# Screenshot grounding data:
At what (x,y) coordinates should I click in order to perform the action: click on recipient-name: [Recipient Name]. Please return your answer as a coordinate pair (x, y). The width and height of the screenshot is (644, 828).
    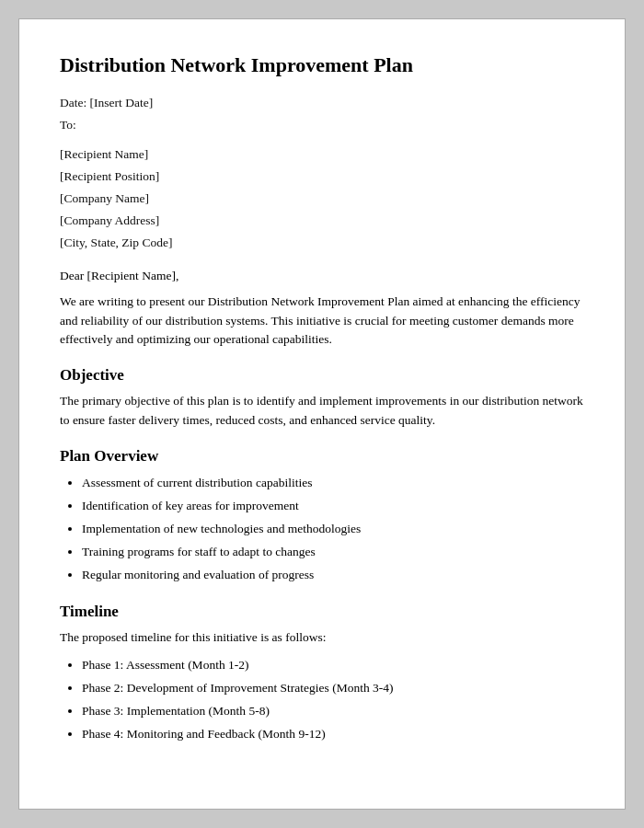
    Looking at the image, I should click on (322, 155).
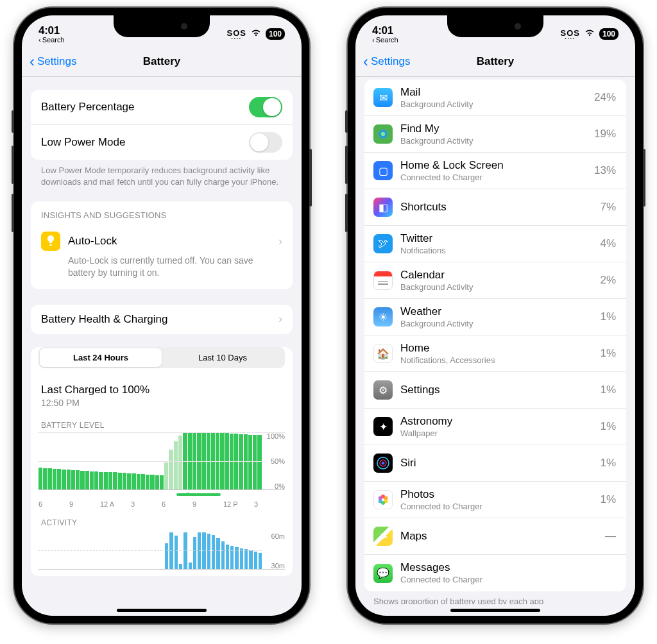 The image size is (657, 644). Describe the element at coordinates (162, 403) in the screenshot. I see `last-charged-time: 12:50 PM` at that location.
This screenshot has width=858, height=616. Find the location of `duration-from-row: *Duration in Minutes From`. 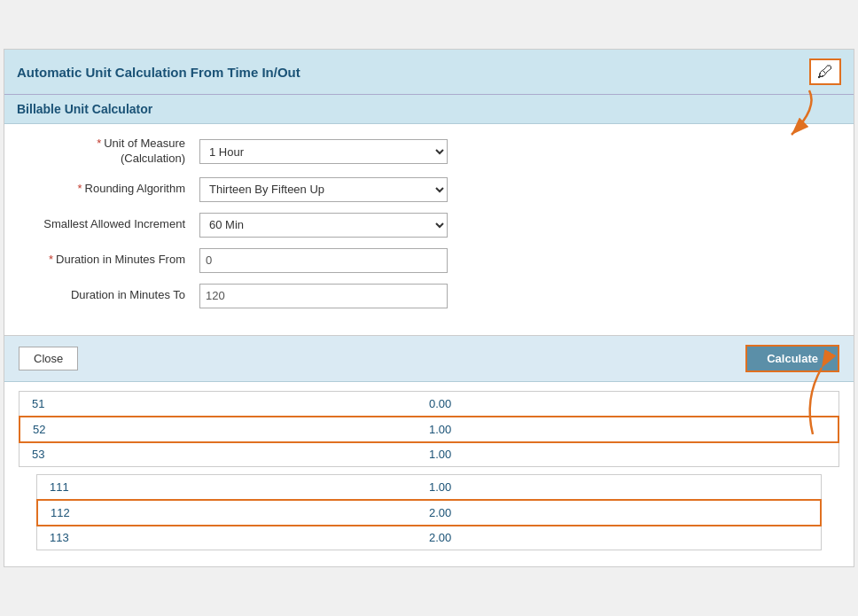

duration-from-row: *Duration in Minutes From is located at coordinates (429, 261).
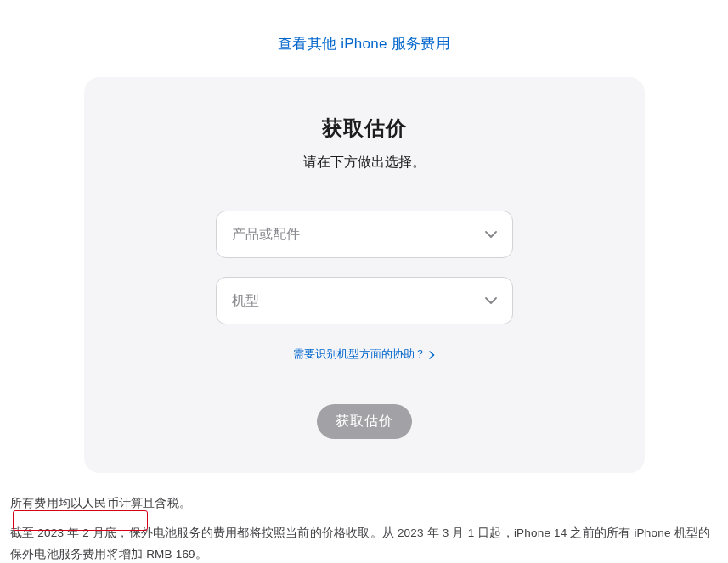 This screenshot has width=728, height=563. Describe the element at coordinates (364, 234) in the screenshot. I see `product-select: 产品或配件` at that location.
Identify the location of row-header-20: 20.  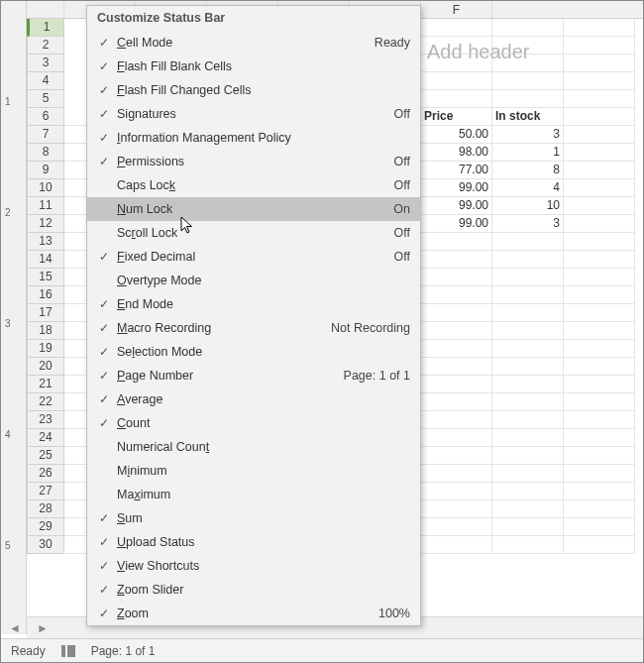
(46, 367).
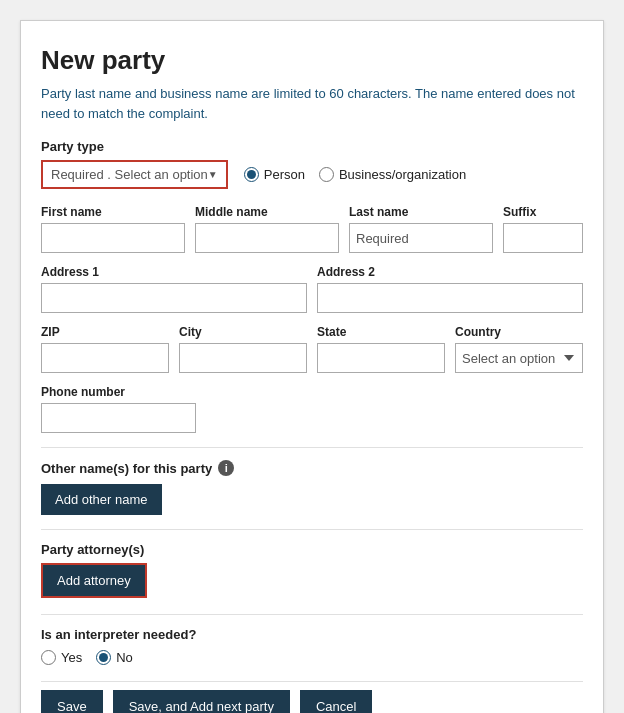 This screenshot has width=624, height=713. Describe the element at coordinates (174, 289) in the screenshot. I see `address1-group: Address 1` at that location.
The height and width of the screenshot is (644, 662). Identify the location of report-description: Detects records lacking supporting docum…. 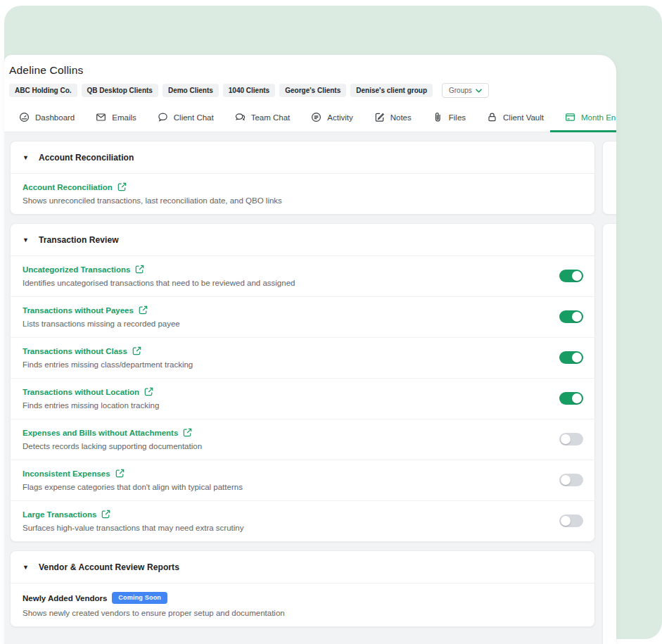
(113, 446).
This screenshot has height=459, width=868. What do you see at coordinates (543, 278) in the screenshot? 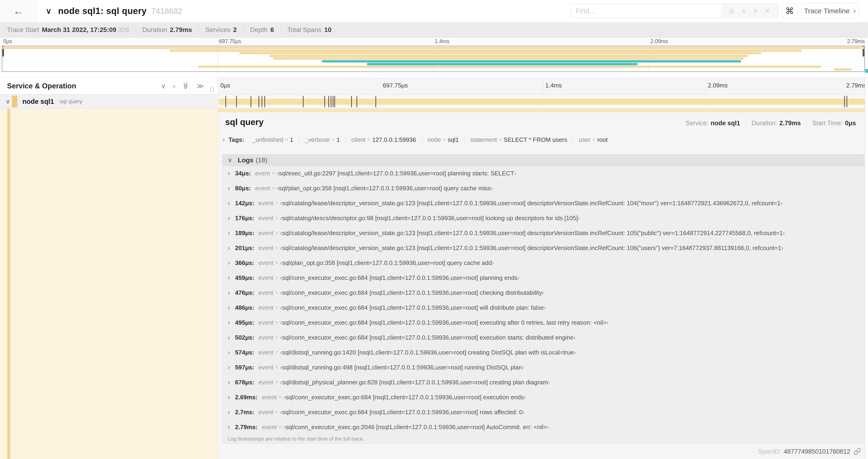
I see `log-row: ›459μs:event=‹sql/conn_executor_exec.go:…` at bounding box center [543, 278].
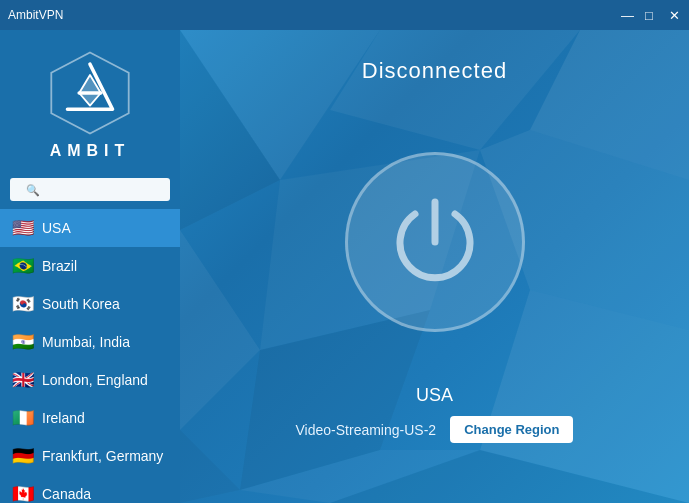  What do you see at coordinates (23, 418) in the screenshot?
I see `flag-ireland: 🇮🇪` at bounding box center [23, 418].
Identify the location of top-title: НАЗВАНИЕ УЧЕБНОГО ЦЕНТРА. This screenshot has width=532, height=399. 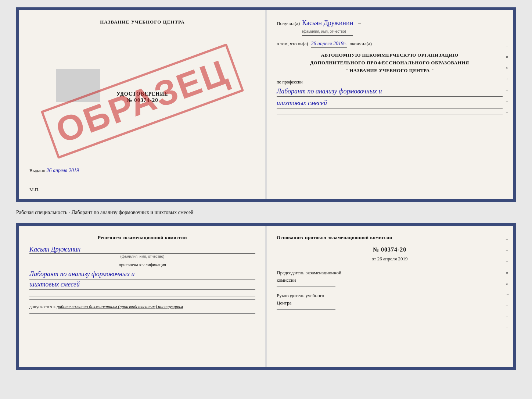
(143, 22).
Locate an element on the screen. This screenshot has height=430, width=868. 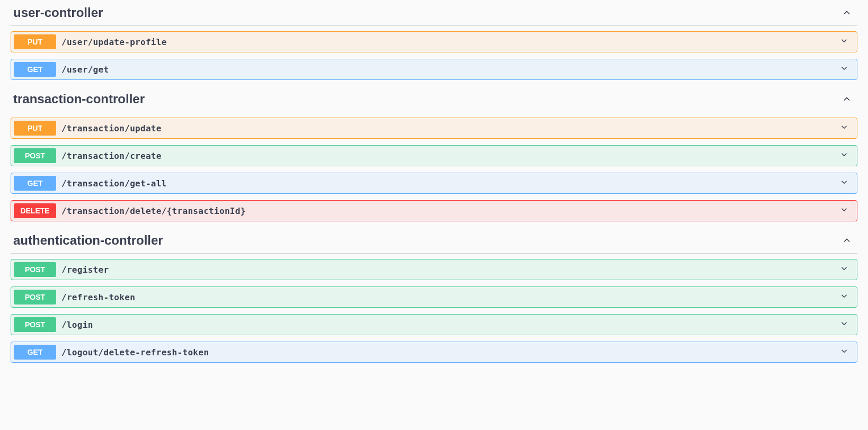
operation-row: DELETE /transaction/delete/{transactionI… is located at coordinates (434, 211).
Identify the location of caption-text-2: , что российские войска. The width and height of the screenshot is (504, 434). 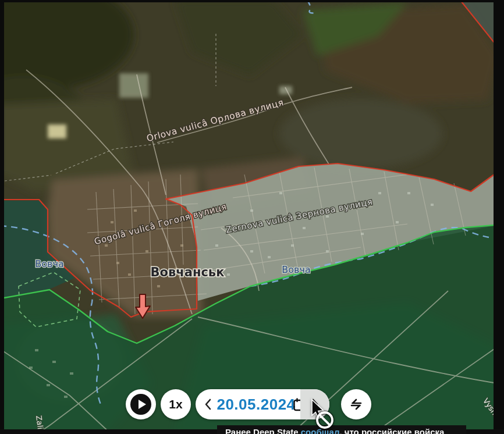
(392, 431).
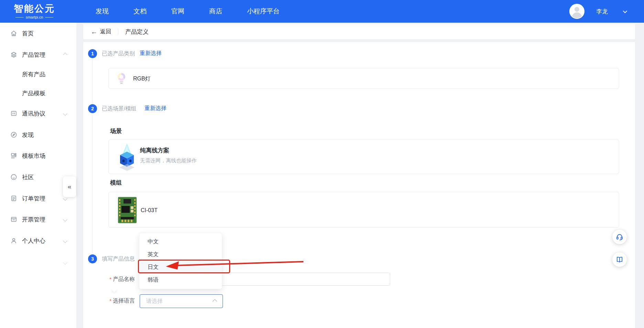 The width and height of the screenshot is (644, 328). What do you see at coordinates (620, 237) in the screenshot?
I see `customer-service-button` at bounding box center [620, 237].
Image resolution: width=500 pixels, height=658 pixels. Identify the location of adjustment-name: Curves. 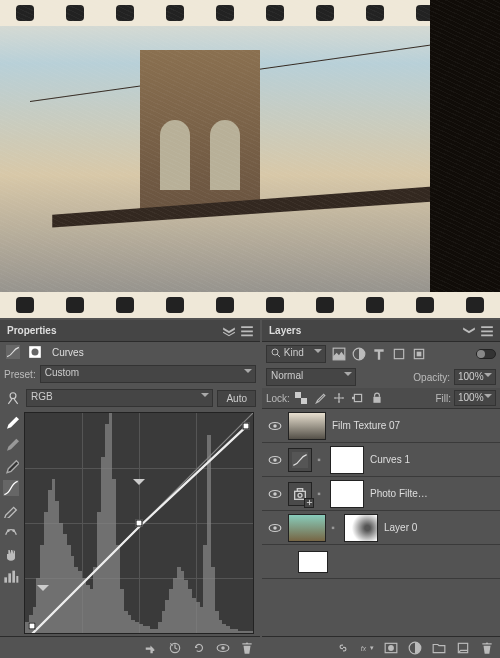
(66, 352).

# YOUR TASK:
Set every entry down again word for word, but not the pictures.

# WRITTEN RESPONSE:
At what (x,y) coordinates should I click in order to perform the action: click on recipient-name: [Recipient Name]. Please return your answer as a coordinate pair (x, y). The width and height of the screenshot is (644, 828).
    Looking at the image, I should click on (322, 155).
 The image size is (657, 644). Describe the element at coordinates (162, 403) in the screenshot. I see `last-charged-time: 12:50 PM` at that location.
This screenshot has width=858, height=616. Find the location of `duration-from-row: *Duration in Minutes From`. 

duration-from-row: *Duration in Minutes From is located at coordinates (429, 261).
 This screenshot has width=728, height=563. Describe the element at coordinates (364, 234) in the screenshot. I see `product-select: 产品或配件` at that location.
Identify the location of row-header-20: 20.  
(46, 367).
 This screenshot has width=624, height=713. Describe the element at coordinates (174, 289) in the screenshot. I see `address1-group: Address 1` at that location.
The height and width of the screenshot is (644, 662). Identify the location of report-description: Detects records lacking supporting docum…. 
(113, 446).
This screenshot has height=459, width=868. What do you see at coordinates (543, 278) in the screenshot? 
I see `log-row: ›459μs:event=‹sql/conn_executor_exec.go:…` at bounding box center [543, 278].
  What do you see at coordinates (23, 418) in the screenshot?
I see `flag-ireland: 🇮🇪` at bounding box center [23, 418].
Identify the location of top-title: НАЗВАНИЕ УЧЕБНОГО ЦЕНТРА. This screenshot has width=532, height=399. 
(143, 22).
Locate an element on the screen. This screenshot has height=430, width=868. 
operation-row: DELETE /transaction/delete/{transactionI… is located at coordinates (434, 211).
Identify the location of caption-text-2: , что российские войска. The width and height of the screenshot is (504, 434). 
(392, 431).
 The width and height of the screenshot is (644, 328). What do you see at coordinates (620, 237) in the screenshot?
I see `customer-service-button` at bounding box center [620, 237].
Image resolution: width=500 pixels, height=658 pixels. Identify the location of adjustment-name: Curves. 
(66, 352).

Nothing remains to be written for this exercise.